He determined to colonize Egypt. He would take with him men of science, artists, and artisans. He said to Montholon at St. Helena, "Were the French once established in Egypt, it would be impossible for the English to maintain themselves long in India. Squadrons constructed on the shores of the Red Sea, provisioned with the products of the country, and equipped and manned by the French troops stationed in Egypt, would infallibly make us masters of India, and at a moment when England least expected it."

The fleet set sail from Toulon May 19, 1798, with forty thousand men besides ten thousand sailors. Josephine came to Toulon to say good-by, and wished to go with her husband, but this would have been most unwise.

The fleet arrived off Malta June 10, which, with almost no opposition, surrendered to the French its twelve hundred pieces of cannon, its ten thousand pounds of powder, its ships, and its forty thousand muskets.

On June 30 the fleet appeared before Alexandria, which was soon captured. Then the army set out to cross the desert towards Cairo.

The heat was intense, they suffered for lack of water, and murmured at the Directory. Napoleon bivouacked in their midst, and dined on lentils.

On July 21 they came in sight of the Pyramids. The whole army halted. "Soldiers," said Napoleon, "from the summit of those pyramids forty centuries look down upon you!"

Before them lay the intrenched camp of Embabeh, with ten thousand Mameluke horsemen under Mourad Bey. These charged upon the immovable squares of the French only to be cut to pieces by bayonets.

They fought desperately, but were routed, and many of them driven into the Nile. Over two thousand perished, while the French did not lose over one hundred and fifty in killed and wounded. "The banks of the Nile," says Bourrienne, "were strewed with heaps of bodies, which the waves were every moment washing into the sea." The soldiers bent their bayonets into hooks, and for days fished up the bodies of the Mamelukes, on each of which they found from five to six hundred louis in gold.

Ten days after this battle of the Pyramids, the French fleet was destroyed by Nelson in the terrible battle of the Nile. Admiral Brueys was killed, and the bodies of his men seemed to fill the Bay of Aboukir.

Napoleon was virtually a prisoner in Egypt. The blow was irreparable. The army was despondent, but Napoleon was calm. "Unfortunate Brueys," he said, "what have you done!"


**Task description**
Could you find every line in the records below that contains the word "title" and copy it?

□ □ □

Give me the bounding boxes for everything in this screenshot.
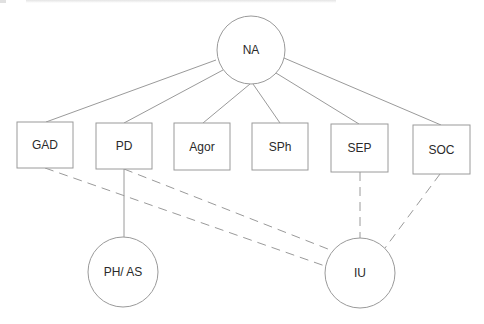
node-label: IU — [354, 266, 366, 280]
node-label: GAD — [32, 138, 58, 152]
edge-pd-to-iu — [124, 169, 333, 251]
edge-na-to-soc — [284, 58, 441, 125]
edge-soc-to-iu — [385, 174, 440, 248]
node-label: PD — [116, 139, 133, 153]
node-sep: SEP — [331, 124, 388, 172]
node-label: Agor — [189, 140, 214, 154]
edge-gad-to-iu — [45, 168, 325, 266]
node-na: NA — [217, 16, 285, 84]
edge-na-to-sep — [276, 73, 359, 124]
diagnosis-network-diagram: NAGADPDAgorSPhSEPSOCPH/ ASIU — [0, 0, 484, 324]
node-soc: SOC — [413, 125, 470, 174]
node-label: SOC — [428, 143, 454, 157]
edge-na-to-agor — [203, 84, 250, 123]
node-pd: PD — [96, 123, 152, 169]
edge-na-to-pd — [124, 70, 223, 123]
node-label: NA — [243, 43, 260, 57]
node-agor: Agor — [174, 123, 230, 170]
node-label: SPh — [269, 140, 292, 154]
edge-na-to-sph — [253, 84, 280, 123]
node-label: PH/ AS — [104, 265, 143, 279]
node-gad: GAD — [17, 122, 73, 168]
node-iu: IU — [325, 238, 395, 308]
node-sph: SPh — [252, 123, 308, 170]
edge-na-to-gad — [46, 60, 216, 122]
node-phas: PH/ AS — [88, 237, 158, 307]
node-label: SEP — [347, 141, 371, 155]
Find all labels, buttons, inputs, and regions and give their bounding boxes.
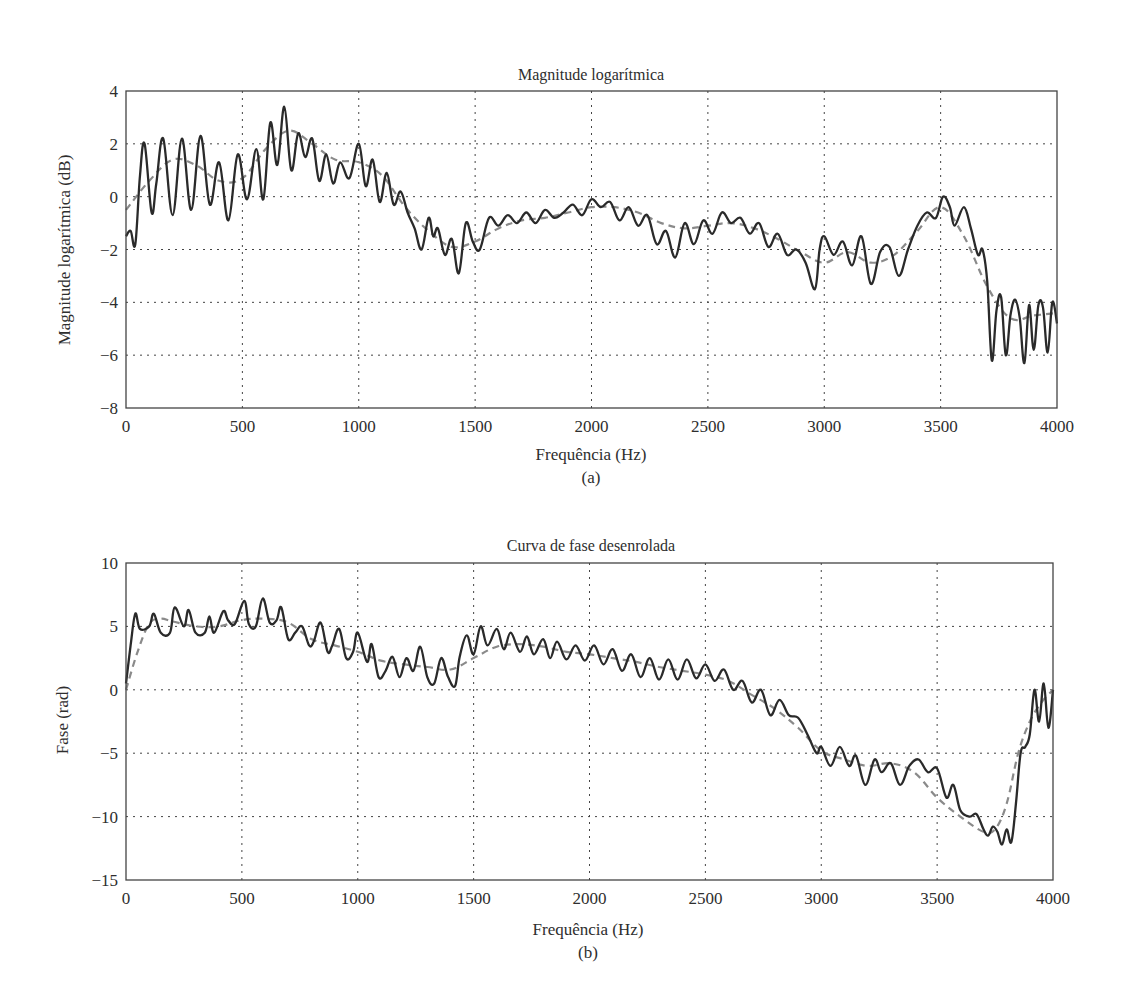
chart-title: Curva de fase desenrolada	[507, 537, 675, 554]
x-tick-label: 2500	[688, 889, 722, 908]
y-tick-label: −6	[100, 346, 118, 365]
grid-lines	[126, 563, 1053, 880]
grid-lines	[126, 91, 1057, 408]
y-tick-label: 0	[110, 188, 119, 207]
phase-chart: Curva de fase desenrolada 05001000150020…	[53, 537, 1070, 962]
x-tick-labels: 05001000150020002500300035004000	[122, 889, 1070, 908]
chart-title: Magnitude logarítmica	[518, 66, 664, 84]
y-tick-label: 5	[110, 617, 119, 636]
y-tick-label: 0	[110, 681, 119, 700]
y-tick-label: 10	[101, 554, 118, 573]
y-tick-labels: −15−10−50510	[91, 554, 118, 890]
x-tick-label: 3500	[920, 889, 954, 908]
x-tick-label: 3000	[807, 417, 841, 436]
x-tick-label: 0	[122, 889, 131, 908]
measured-curve	[126, 107, 1057, 363]
figure-canvas: Magnitude logarítmica 050010001500200025…	[0, 0, 1123, 1001]
y-tick-label: −10	[91, 808, 118, 827]
plot-frame	[126, 563, 1053, 880]
x-tick-label: 3000	[804, 889, 838, 908]
x-tick-label: 4000	[1036, 889, 1070, 908]
data-series	[126, 598, 1053, 844]
y-tick-label: 4	[110, 82, 119, 101]
x-axis-label: Frequência (Hz)	[533, 920, 644, 939]
x-tick-label: 2500	[691, 417, 725, 436]
y-axis-label: Fase (rad)	[53, 686, 72, 754]
y-tick-label: −4	[100, 293, 119, 312]
x-tick-label: 3500	[924, 417, 958, 436]
x-tick-label: 1000	[341, 889, 375, 908]
panel-caption: (b)	[578, 943, 598, 962]
x-tick-label: 1500	[457, 889, 491, 908]
panel-caption: (a)	[582, 468, 601, 487]
y-tick-label: 2	[110, 135, 119, 154]
x-tick-label: 1000	[342, 417, 376, 436]
y-tick-label: −2	[100, 241, 118, 260]
y-axis-label: Magnitude logarítmica (dB)	[55, 155, 74, 346]
y-tick-label: −5	[100, 744, 118, 763]
y-tick-label: −8	[100, 399, 118, 418]
x-tick-label: 4000	[1040, 417, 1074, 436]
x-tick-labels: 05001000150020002500300035004000	[122, 417, 1074, 436]
x-tick-label: 0	[122, 417, 131, 436]
x-axis-label: Frequência (Hz)	[536, 445, 647, 464]
y-tick-labels: −8−6−4−2024	[100, 82, 119, 418]
x-tick-label: 2000	[575, 417, 609, 436]
magnitude-chart: Magnitude logarítmica 050010001500200025…	[55, 66, 1074, 487]
x-tick-label: 2000	[573, 889, 607, 908]
x-tick-label: 500	[230, 417, 256, 436]
measured-curve	[126, 598, 1053, 844]
x-tick-label: 500	[229, 889, 255, 908]
x-tick-label: 1500	[458, 417, 492, 436]
data-series	[126, 107, 1057, 363]
y-tick-label: −15	[91, 871, 118, 890]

□ □ □

**Answer for the task**
chart-title: Curva de fase desenrolada	[507, 537, 675, 554]
chart-title: Magnitude logarítmica	[518, 66, 664, 84]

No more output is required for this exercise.